BareMetal

For other uses, see Bare metal (disambiguation).
BareMetal
Developer Return Infinity
Written in Assembly
Working state Current
Source model Open source
Initial release 2008
Latest release 0.6.0 / April 30, 2013
Marketing target HPCs, HTC, Cloud computing
Available in English
Platforms x86-64
Kernel type Exokernel, SASOS
Userland Unknown
Default user interface Command-line
License BSD License[1]
Official website www.returninfinity.com/baremetal.html

BareMetal is an exokernel-based single address space operating system (OS) created by Return Infinity.

It's written in assembly to achieve high-performance computing with minimal footprint[2][3] with a JeOS approach,[4] like in virtualized environments for cloud computing, or like a Lightweight Kernel (LWK) approach, for HPCs.

It was inspired by another OS written in assembly, MikeOS,[1] and it's a current-day example of an operating system that is not written in C or C++, nor based on Unix-like kernels.[5]

Hardware requirements[6]

One task per core

BareMetal multitasking is unusual for current OSes: it uses an internal work queue that all CPU cores poll. A task added to the work queue will be processed by any available CPU core in the system and will execute until completion (no context switch overhead).[7]

C standard library

BareMetal OS has a build script to pull the latest code, make the needed changes, and then compile[8] the Newlib C standard library.[9]

C++ standard library

An C++-11 (almost) Standard Library was designed and developed for working in ring 0.[10] The main goal of such library is providing, on a library level, an alternative to hardware memory protection used in classical OSes, with help of carefully designed classes.[11]

TCP/IP stack

A TCP/IP stack was the #1 feature request.[12] A port of lwIP was finally announced in October 2014.[13]

References

  1. 1.0 1.1 Voorsanger, Conrad (June 2, 2011). "Interview With Baremetal OS' Ian Seyler". OSNews. Retrieved May 26, 2014.
  2. Adams, David (July 14, 2010). "BareMetal OS". OSNews. Retrieved May 26, 2014.
  3. Benchoff, Brian (May 27, 2011). "64-bit OS written entirely in assembly". Hack A Day. Retrieved May 26, 2014.
  4. Seyler, Ian. "Return Infinity (home page), The BareMetal advantage". Return Infinity. Retrieved February 2, 2015.
  5. Smith, Jesse (July 19, 2010). "DistroWatch Weekly, Issue 363". DistroWatch. Retrieved May 26, 2014.
  6. "BareMetal OS Requirements". Return Infinity (archived copy at Wayback Machine). Retrieved September 6, 2014.
  7. "BareMetal OS Queue". Retrieved April 28, 2015.
  8. Seyler, Ian (January 17, 2014). "Newlib build script". BeareMetal OS Google Group. Retrieved February 2, 2015.
  9. Seyler, Ian. "newlib.sh". Build scripts for BareMetal OS and its related utilities, GitHub repository. Retrieved February 2, 2015.
  10. Lodyagin, Sergei (November 17, 2013). "Bare C++ library". BeareMetal OS Google Group. Retrieved February 2, 2015.
  11. Lodyagin, Sergei. "The Bare C++ library". The Bare C++ library GitHub repository. Retrieved February 2, 2015.
  12. Seyler, Ian (August 22, 2013). "TCP/IP". BeareMetal OS Google Group. Retrieved February 2, 2015.
  13. Seyler, Ian (October 31, 2014). "BareMetal and lwIP". BeareMetal OS Google Group. Retrieved February 2, 2015.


Your answer must be the exact lines from the one holding "Extract the structured" through the end of the entries, with no pictures.

Records from a data collection
-----
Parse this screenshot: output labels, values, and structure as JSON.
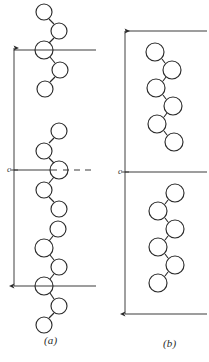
{
  "figure": {
    "type": "structural-diagram",
    "background_color": "#ffffff",
    "ink_color": "#2b2b2b",
    "panels": [
      {
        "id": "a",
        "caption": "(a)",
        "caption_x": 50,
        "caption_y": 341,
        "repeat_label": "c",
        "repeat_label_x": 10,
        "repeat_label_y": 170,
        "arrow": {
          "x": 14,
          "y_top": 48,
          "y_bottom": 286,
          "tick_y": 170
        },
        "reference_lines": [
          {
            "name": "upper-boundary",
            "x1": 14,
            "x2": 96,
            "y": 50,
            "style": "solid"
          },
          {
            "name": "middle-boundary-solid",
            "x1": 14,
            "x2": 58,
            "y": 170,
            "style": "solid"
          },
          {
            "name": "middle-boundary-dashed",
            "x1": 62,
            "x2": 96,
            "y": 170,
            "style": "dashed"
          },
          {
            "name": "lower-boundary",
            "x1": 14,
            "x2": 96,
            "y": 286,
            "style": "solid"
          }
        ],
        "chains": [
          {
            "name": "chain-upper",
            "atoms": [
              {
                "cx": 44,
                "cy": 12,
                "r": 8
              },
              {
                "cx": 59,
                "cy": 31,
                "r": 8
              },
              {
                "cx": 44,
                "cy": 50,
                "r": 9
              },
              {
                "cx": 60,
                "cy": 70,
                "r": 8
              },
              {
                "cx": 45,
                "cy": 89,
                "r": 8
              }
            ]
          },
          {
            "name": "chain-middle",
            "atoms": [
              {
                "cx": 59,
                "cy": 131,
                "r": 8
              },
              {
                "cx": 44,
                "cy": 151,
                "r": 8
              },
              {
                "cx": 59,
                "cy": 170,
                "r": 9
              },
              {
                "cx": 44,
                "cy": 190,
                "r": 8
              },
              {
                "cx": 59,
                "cy": 209,
                "r": 8
              }
            ]
          },
          {
            "name": "chain-lower",
            "atoms": [
              {
                "cx": 58,
                "cy": 229,
                "r": 8
              },
              {
                "cx": 44,
                "cy": 248,
                "r": 9
              },
              {
                "cx": 59,
                "cy": 267,
                "r": 8
              },
              {
                "cx": 44,
                "cy": 286,
                "r": 9
              },
              {
                "cx": 59,
                "cy": 306,
                "r": 8
              },
              {
                "cx": 44,
                "cy": 325,
                "r": 8
              }
            ]
          }
        ]
      },
      {
        "id": "b",
        "caption": "(b)",
        "caption_x": 169,
        "caption_y": 344,
        "repeat_label": "c",
        "repeat_label_x": 121,
        "repeat_label_y": 172,
        "arrow": {
          "x": 125,
          "y_top": 31,
          "y_bottom": 314,
          "tick_y": 172
        },
        "reference_lines": [
          {
            "name": "upper-boundary",
            "x1": 125,
            "x2": 207,
            "y": 31,
            "style": "solid"
          },
          {
            "name": "middle-boundary",
            "x1": 125,
            "x2": 207,
            "y": 172,
            "style": "solid"
          },
          {
            "name": "lower-boundary",
            "x1": 125,
            "x2": 207,
            "y": 314,
            "style": "solid"
          }
        ],
        "chains": [
          {
            "name": "chain-upper",
            "atoms": [
              {
                "cx": 155,
                "cy": 52,
                "r": 9
              },
              {
                "cx": 172,
                "cy": 70,
                "r": 9
              },
              {
                "cx": 156,
                "cy": 88,
                "r": 9
              },
              {
                "cx": 173,
                "cy": 106,
                "r": 9
              },
              {
                "cx": 157,
                "cy": 124,
                "r": 9
              },
              {
                "cx": 174,
                "cy": 142,
                "r": 9
              }
            ]
          },
          {
            "name": "chain-lower",
            "atoms": [
              {
                "cx": 175,
                "cy": 193,
                "r": 9
              },
              {
                "cx": 158,
                "cy": 211,
                "r": 9
              },
              {
                "cx": 175,
                "cy": 229,
                "r": 9
              },
              {
                "cx": 158,
                "cy": 247,
                "r": 9
              },
              {
                "cx": 175,
                "cy": 265,
                "r": 9
              },
              {
                "cx": 158,
                "cy": 283,
                "r": 9
              }
            ]
          }
        ]
      }
    ]
  }
}
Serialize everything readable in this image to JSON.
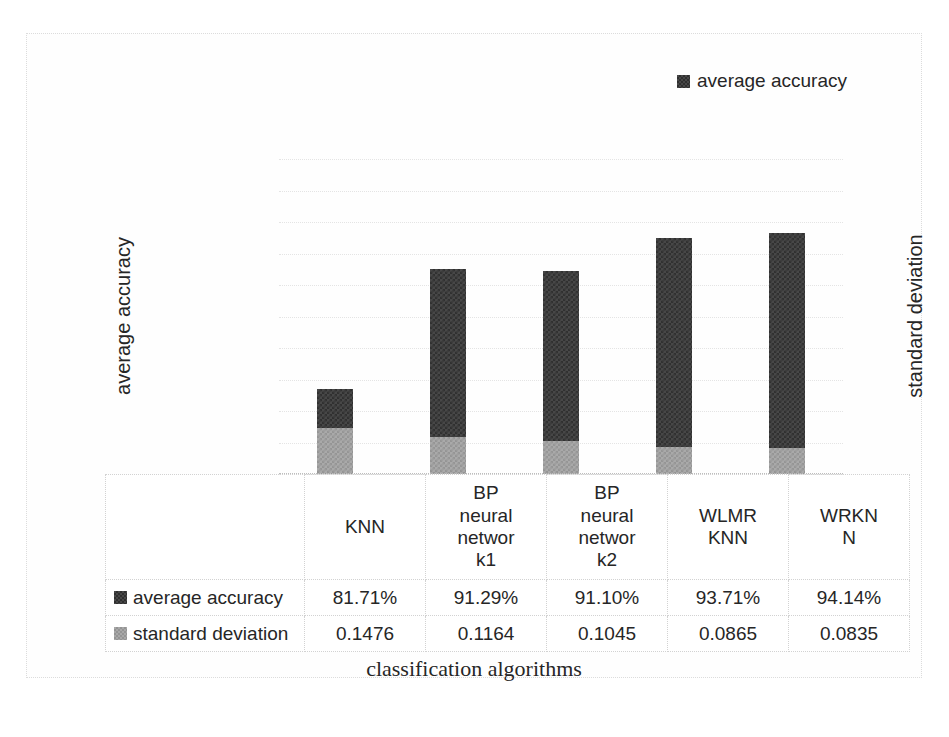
{
  "legend": {
    "items": [
      {
        "label": "average accuracy",
        "color": "#474747"
      }
    ]
  },
  "axes": {
    "left_title": "average accuracy",
    "right_title": "standard deviation",
    "x_title": "classification algorithms",
    "left_ticks": [
      "100.00%",
      "95.00%",
      "90.00%",
      "85.00%",
      "80.00%",
      "75.00%"
    ],
    "right_ticks": [
      "1",
      "0.9",
      "0.8",
      "0.7",
      "0.6",
      "0.5",
      "0.4",
      "0.3",
      "0.2",
      "0.1",
      "0"
    ]
  },
  "table": {
    "row_labels": [
      "average accuracy",
      "standard deviation"
    ],
    "categories": [
      "KNN",
      "BP\nneural\nnetwor\nk1",
      "BP\nneural\nnetwor\nk2",
      "WLMR\nKNN",
      "WRKN\nN"
    ],
    "accuracy_display": [
      "81.71%",
      "91.29%",
      "91.10%",
      "93.71%",
      "94.14%"
    ],
    "stddev_display": [
      "0.1476",
      "0.1164",
      "0.1045",
      "0.0865",
      "0.0835"
    ]
  },
  "chart_data": {
    "type": "bar",
    "subtype": "stacked-column",
    "title": "",
    "xlabel": "classification algorithms",
    "ylabel": "average accuracy",
    "y2label": "standard deviation",
    "categories": [
      "KNN",
      "BP neural network1",
      "BP neural network2",
      "WLMR KNN",
      "WRKNN"
    ],
    "series": [
      {
        "name": "average accuracy",
        "axis": "left",
        "unit": "percent",
        "color": "#474747",
        "values": [
          81.71,
          91.29,
          91.1,
          93.71,
          94.14
        ]
      },
      {
        "name": "standard deviation",
        "axis": "right",
        "unit": "ratio",
        "color": "#a9a9a9",
        "values": [
          0.1476,
          0.1164,
          0.1045,
          0.0865,
          0.0835
        ]
      }
    ],
    "ylim": [
      75,
      100
    ],
    "ytick_step": 5,
    "y2lim": [
      0,
      1
    ],
    "y2tick_step": 0.1,
    "grid": true,
    "minor_grid": true,
    "legend_position": "top-right",
    "data_table": true
  }
}
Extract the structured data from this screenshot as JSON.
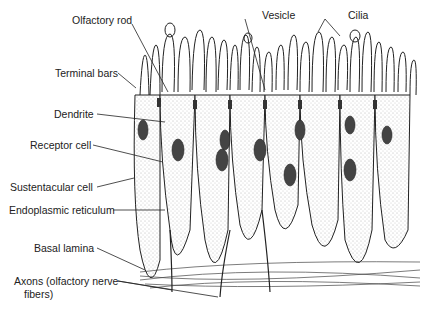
{
  "diagram": {
    "labels": {
      "olfactory_rod": "Olfactory rod",
      "vesicle": "Vesicle",
      "cilia": "Cilia",
      "terminal_bars": "Terminal bars",
      "dendrite": "Dendrite",
      "receptor_cell": "Receptor cell",
      "sustentacular_cell": "Sustentacular cell",
      "endoplasmic_reticulum": "Endoplasmic reticulum",
      "basal_lamina": "Basal lamina",
      "axons_line1": "Axons (olfactory nerve",
      "axons_line2": "fibers)"
    },
    "colors": {
      "ink": "#222222",
      "background": "#ffffff"
    }
  }
}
-----
_ANSWER TO THIS TASK_:
Extract the structured data from this screenshot as JSON.
{
  "diagram": {
    "labels": {
      "olfactory_rod": "Olfactory rod",
      "vesicle": "Vesicle",
      "cilia": "Cilia",
      "terminal_bars": "Terminal bars",
      "dendrite": "Dendrite",
      "receptor_cell": "Receptor cell",
      "sustentacular_cell": "Sustentacular cell",
      "endoplasmic_reticulum": "Endoplasmic reticulum",
      "basal_lamina": "Basal lamina",
      "axons_line1": "Axons (olfactory nerve",
      "axons_line2": "fibers)"
    },
    "colors": {
      "ink": "#222222",
      "background": "#ffffff"
    }
  }
}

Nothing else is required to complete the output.